Artist Nadeem Alkarimi looks to our ancestors for ecological wisdom

Two people cross a blue river via a footbridge. A rocky mountain landscape is in the background.

Two people carry ice from a glacier with wicker baskets on their back in the Hunza Valley. 

Photo credit: Nadeem Alkarimi

“Being part of Cultural Reforesting has been a transformative experience for my artistic practice. 

As an indigenous filmmaker from the Hunza Valley, my work (Karakoram Anomaly) explores the erosion of sustainable rituals and the paradox of ‘progress’ how, despite higher literacy rates, we’ve lost the ecological wisdom of our ancestors who turned barren lands into fertile grounds. This project has allowed me to frame these urgent questions in a poetic dialogue with other international artists, despite language and cultural barriers. 

What moves me most is the collective unlearning and relearning happening among collaborators in this project. Each artist’s process mirrors my own journey: dismantling societal biases ingrained since childhood to rediscover authenticity. Here, I’ve found rare solidarity — a space where diverse perspectives don’t compete but compound, revealing shared truths about humanity’s relationship with nature. The resonance between our stories, whether from the Amazon, or the Karakorams, confirms that indigenous knowledge isn’t local, it’s universal.  

While I’ve long dreamed of a 90-minute film to archive vanishing traditions, this cross-cultural chapter has sharpened my vision. Above all, the project reminds me that ‘reforesting’ culture begins with tending to the roots—our interconnectedness.” 

– Nadeem Alkarimi 

  

Nadeem’s film, Karakoram Anomaly, in the River Sublime film trilogy is currently on view at Orleans House Gallery until 21 September 2025 in the exhibition Imagining the Forest 

A chunk of ice in a wicker basket

Photo credit: Nadeem Alkarimi 

Here, Nadeem shares powerful scenes from his project The Wedding Ceremony of Male and Female Glaciers. Like Karakoram Anomaly, this project explores the eroisionerosion of sustainable rituals, such as how the Hunza people encourage the formation of new glaciers. 

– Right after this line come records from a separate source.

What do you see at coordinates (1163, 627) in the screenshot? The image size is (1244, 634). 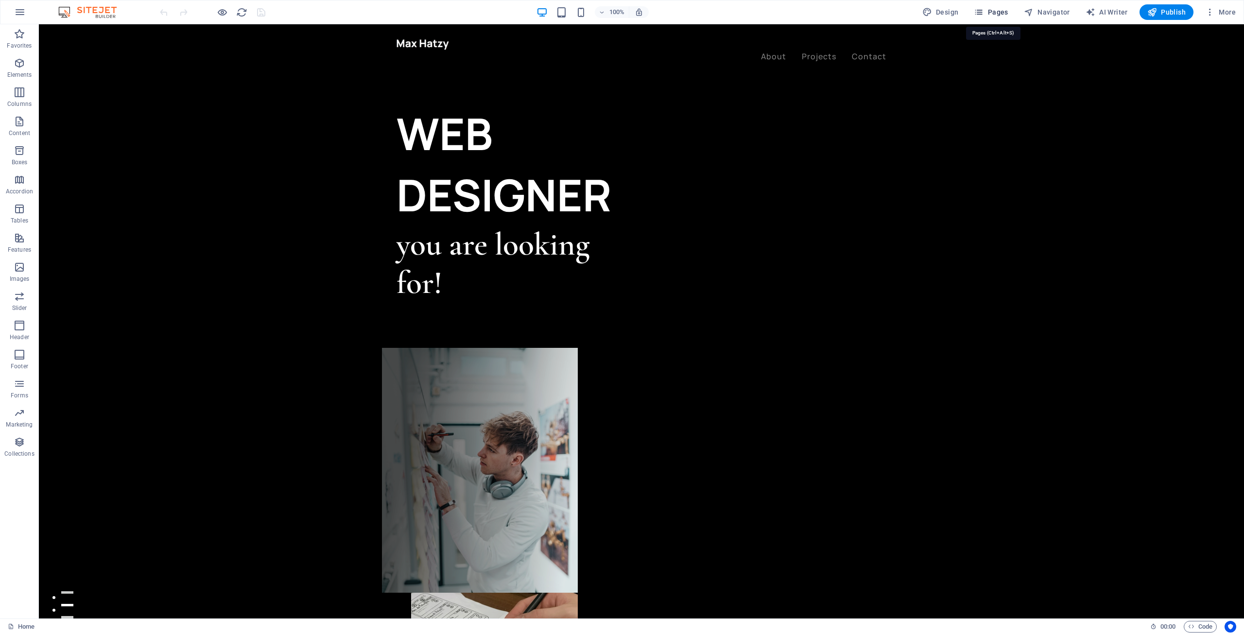 I see `h6: Session time` at bounding box center [1163, 627].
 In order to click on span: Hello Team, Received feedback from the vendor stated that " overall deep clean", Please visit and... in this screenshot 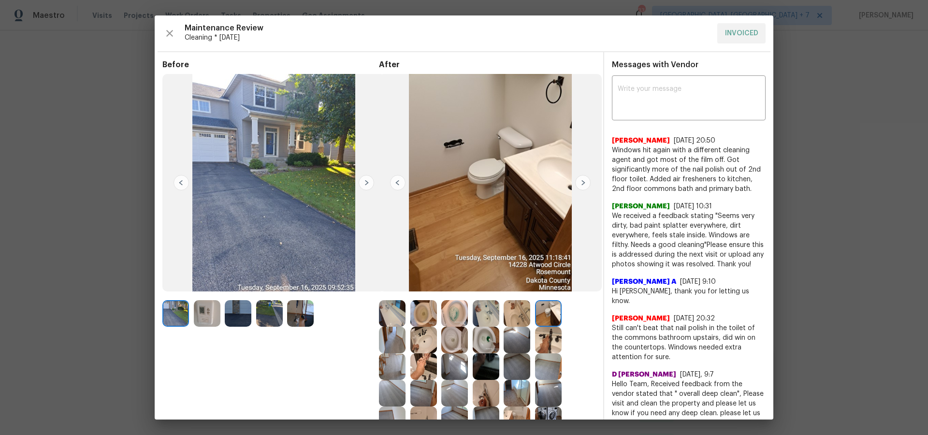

Nadeem Alkarimi is an award-winning indigenous filmmaker and visual artist whose work explores the fragile beauty of human connection, tradition, and change. Merging narrative storytelling with documentary realism, his films have been celebrated globally, shedding light on marginalised voices and vanishing ways of life. 

Imagining the Forest is supported by the British Council and is a partnership between Richmond Arts Service, the Karachi Biennale and the Guarani Mbya community of São Paulo. 

Three people wearing wooden masks walk up a rocky mountainside. At least one carries a wicker basket on their back

Photo credit: Nadeem Alkarimi 

A snow-capped mountain peak in the Hunza Valley with a rocky landscape in the foreground. Grass grows on the rocky foreground.